Everyone has laughed at internet photos of shamefaced dogs alongside evidence of their naughty deeds. There's no doubt that dogs are good at looking guilty, but is guilt or shame an emotion they actually experience? If your guilty dog is truly ashamed of his bad behavior, why does he turn around and do it again at the next given opportunity? Read on to see if dog shaming really means anything to your dog.
Do Dogs Feel Shame?

While there's little doubt that dogs are capable of feeling primary emotions, which include feelings such as happiness, sadness and fear, there's far less evidence that dogs experience what are called secondary emotions, which include guilt and shame, says Scientific American. Secondary emotions are much more complex, and researchers surmise that dogs simply don't have the cognitive ability to process such complicated feelings.
Learned Behavior
The truth is, while there is no scientific evidence that dogs actually feel guilt or shame, there is also no proof that they don't. That said, PBS News Hour reports that some studies, such as one conducted by New York City's Barnard College associate professor of psychology Alexandra Horowitz, suggest that the guilty look dogs give when they're caught in the act is a learned response to human reactions. In the study, dogs acted guilty when scolded by their owners, regardless of whether they had actually committed the act for which they were being scolded. Based on this, it seems likely that dogs learn quickly that when pet parents unhappy with them, they can placate their humans by looking sad.
Another experiment conducted by Eötvös Loránd University in Budapest, which appeared in the journal Applied Animal Behavior Science, corroborated these findings. The experiment was designed to answer two questions: would "guilty dogs" who had misbehaved greet their owners differently from those who had not misbehaved, and could owners accurately determine by the way they were greeted whether their dogs had done something wrong? The study found that not only were dog parents unable to accurately tell whether their dogs had messed up, but as with the other study, both guilty and innocent dogs acted ashamed only when their owners assumed they had misbehaved and spoke to their dogs accordingly.
Does Dog Shaming Work?
Maybe your dog doesn't feel actual guilt over his transgressions, but it's clear that he can tell when you're unhappy with him. The problem is, your dog often has no idea why you're angry, The Telegraph reports. Dogs can't be shamed into avoiding bad behavior when they have no understanding of which thing they did was bad. Reprimanding your dog only works if you can do it either while he's committing the act or immediately after so that he makes the association between his behavior and the consequence, reports USA Today.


EXERCISE OBJECTIVE → For this exercise, output the line containing "Locate the <b>man</b> element." and all lines after it to the end of the records, exactly, with no other content.
SUPPLIED INFORMATION Block Start
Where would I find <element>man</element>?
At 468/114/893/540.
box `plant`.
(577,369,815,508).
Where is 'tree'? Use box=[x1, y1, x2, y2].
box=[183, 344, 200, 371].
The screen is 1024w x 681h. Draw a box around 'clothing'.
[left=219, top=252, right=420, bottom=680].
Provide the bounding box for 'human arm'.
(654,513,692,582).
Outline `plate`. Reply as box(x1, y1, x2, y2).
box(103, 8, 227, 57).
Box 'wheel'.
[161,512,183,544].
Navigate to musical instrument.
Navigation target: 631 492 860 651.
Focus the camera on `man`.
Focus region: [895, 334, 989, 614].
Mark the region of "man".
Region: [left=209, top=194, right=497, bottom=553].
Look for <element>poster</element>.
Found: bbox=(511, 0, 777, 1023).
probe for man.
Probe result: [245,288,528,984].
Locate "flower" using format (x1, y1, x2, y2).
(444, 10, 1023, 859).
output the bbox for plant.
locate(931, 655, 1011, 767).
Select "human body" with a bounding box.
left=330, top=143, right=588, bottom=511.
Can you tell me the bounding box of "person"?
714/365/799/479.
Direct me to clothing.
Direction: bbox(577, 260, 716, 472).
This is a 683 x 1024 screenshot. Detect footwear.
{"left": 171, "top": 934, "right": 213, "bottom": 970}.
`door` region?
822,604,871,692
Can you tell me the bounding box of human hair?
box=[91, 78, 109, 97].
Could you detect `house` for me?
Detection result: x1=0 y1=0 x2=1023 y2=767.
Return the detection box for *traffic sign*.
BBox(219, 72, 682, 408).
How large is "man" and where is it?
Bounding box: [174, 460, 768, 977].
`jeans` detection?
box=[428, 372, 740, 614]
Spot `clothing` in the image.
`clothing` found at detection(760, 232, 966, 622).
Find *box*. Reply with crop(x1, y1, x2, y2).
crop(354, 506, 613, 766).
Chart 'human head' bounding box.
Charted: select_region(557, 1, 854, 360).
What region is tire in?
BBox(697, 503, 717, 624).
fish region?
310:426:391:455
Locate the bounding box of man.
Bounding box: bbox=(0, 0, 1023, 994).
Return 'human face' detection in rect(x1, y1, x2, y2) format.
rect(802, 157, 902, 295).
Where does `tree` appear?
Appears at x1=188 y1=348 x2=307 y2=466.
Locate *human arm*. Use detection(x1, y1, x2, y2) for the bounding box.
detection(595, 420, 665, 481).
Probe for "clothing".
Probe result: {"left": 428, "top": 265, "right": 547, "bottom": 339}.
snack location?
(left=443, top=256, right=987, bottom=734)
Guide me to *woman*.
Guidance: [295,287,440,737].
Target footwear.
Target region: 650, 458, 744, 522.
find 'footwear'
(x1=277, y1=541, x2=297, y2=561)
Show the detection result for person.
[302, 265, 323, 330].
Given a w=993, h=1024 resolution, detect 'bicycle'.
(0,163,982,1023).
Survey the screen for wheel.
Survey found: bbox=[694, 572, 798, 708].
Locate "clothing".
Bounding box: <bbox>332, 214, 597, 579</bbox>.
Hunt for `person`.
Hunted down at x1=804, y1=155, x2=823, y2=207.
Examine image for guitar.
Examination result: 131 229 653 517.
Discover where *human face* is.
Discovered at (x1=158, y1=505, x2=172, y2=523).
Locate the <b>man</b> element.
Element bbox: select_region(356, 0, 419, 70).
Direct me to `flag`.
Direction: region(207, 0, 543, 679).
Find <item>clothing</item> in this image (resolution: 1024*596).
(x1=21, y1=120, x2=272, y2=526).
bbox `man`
SUPPLIED INFORMATION Block End
ANSWER BELOW →
Locate the <b>man</b> element.
Element bbox: select_region(356, 0, 419, 70).
Direct me to `flag`.
Direction: region(207, 0, 543, 679).
Find <item>clothing</item> in this image (resolution: 1024*596).
(x1=21, y1=120, x2=272, y2=526).
bbox `man`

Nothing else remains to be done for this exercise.